A $299 Robot Now Has an App Store. Builders Should Take Note.
For years, building for robots meant expensive hardware and closed ecosystems. Hugging Face just changed the rules with a $299 open-source robot and an app store already stocked with 200+ apps

Hugging Face launched an app store for Reachy Mini this week. The robot costs $299. It is fully open source. More than 200 apps are already available for a machine that fits on your desk. This is not a research prototype locked inside a university lab. You can buy it today and teach it to wave, grab objects, or recognize your face.
The last time a new platform arrived this cheap and this open, it was the original iPhone App Store in 2008. Back then, nobody predicted that a camera with filters, a rideshare button, or a short-form video feed would reshape entire industries. They simply knew the hardware was in enough hands that software experimentation became profitable. We are at that same inflection point with physical AI, except the hardware is a robot arm instead of a touchscreen.
Big robotics companies spent decades guarding their ecosystems. Industrial arms cost thousands of dollars and required proprietary software licenses just to move a joint. Reachy Mini runs on open software and costs less than a monthly car payment. That price collapse removes the biggest excuse that stopped indie developers from building for the physical world. An idea and a few hundred dollars is genuinely enough to start experimenting.
What the App Store Already Proves
Two hundred apps in a store that did not exist yesterday proves developers are already writing code for this thing. Some of these apps will be useless gimmicks. A few will turn into real businesses. That ratio is normal for every new platform, and it is exactly what makes early marketplaces exciting.
The biggest mistake is assuming you need to build low-level motor control software to participate. Most of the value in new platforms comes from the layers above the hardware. Think web dashboards that let users program routines without writing code. Think mobile apps that remote-control the robot from another room. Think API services that let a fleet of Reachy Minis share what they learn. Those are full-stack products, and they are the fastest path to revenue when a platform is young.

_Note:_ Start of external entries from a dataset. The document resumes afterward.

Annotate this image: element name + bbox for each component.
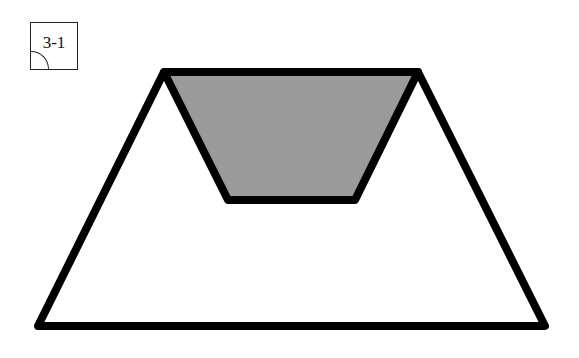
trapezoid-diagram: [0, 0, 579, 358]
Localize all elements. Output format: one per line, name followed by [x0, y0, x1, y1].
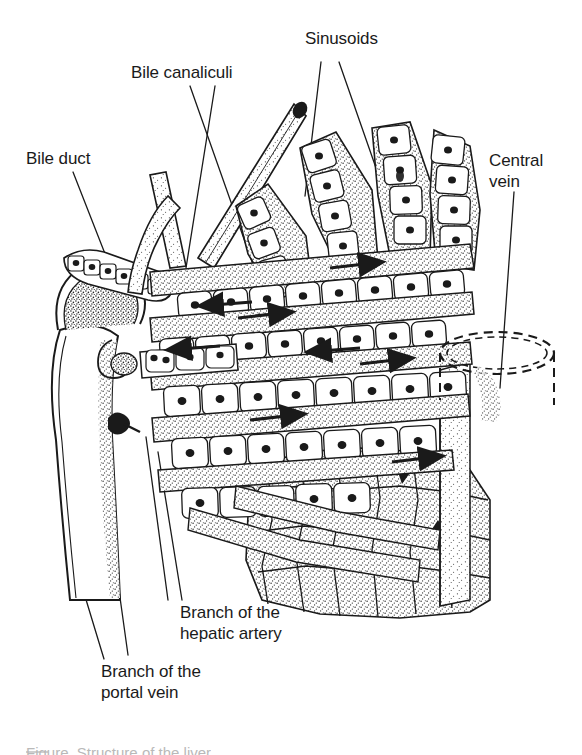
- label-bile-canaliculi: Bile canaliculi: [131, 62, 233, 83]
- label-central-vein-line1: Central: [489, 150, 543, 171]
- hepatic-artery-branch: [108, 412, 130, 434]
- leader-central-vein: [500, 192, 514, 388]
- liver-lobule-figure: Sinusoids Bile canaliculi Bile duct Cent…: [0, 0, 582, 755]
- portal-vein-branch: [52, 261, 145, 600]
- label-portal-vein-line1: Branch of the: [101, 661, 201, 682]
- figure-caption-cropped: Figure Structure of the liver: [26, 744, 211, 755]
- label-hepatic-artery-line2: hepatic artery: [180, 623, 282, 644]
- liver-lobule-illustration: [0, 0, 582, 755]
- liver-tissue-block: [52, 100, 554, 618]
- label-central-vein-line2: vein: [489, 171, 520, 192]
- label-bile-duct: Bile duct: [26, 148, 90, 169]
- hepatocyte-cord: [372, 122, 432, 266]
- label-sinusoids: Sinusoids: [305, 28, 378, 49]
- label-hepatic-artery-line1: Branch of the: [180, 602, 280, 623]
- label-portal-vein-line2: portal vein: [101, 682, 178, 703]
- leader-hepatic-artery-b: [146, 437, 168, 600]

Speed Is the Only Early-Platform Advantage
When a new platform opens, the builders who win are rarely the ones with the most funding. They are the ones who ship while the incumbents are still holding committee meetings. A robot app that ships this weekend, even if it is rough, will beat the polished one that takes six months. Users and platform owners reward momentum, and momentum belongs to teams that can iterate in hours.
That is why your workflow matters as much as your idea. If you can spin up a full-stack app, connect it to a reactive backend, and push it live in an afternoon, you can test three robot companion products before a traditional team finishes its first sprint. You get to fail cheap, learn fast, and discover the use case that actually sticks. The hardware is cheap now, so your shipping cadence should match.
I am not predicting the future of robotics. I am describing today's market, where a $299 open-source robot with an active app store is a real distribution channel. The developers who treat it like one will define what these machines do before the giants even notice the category.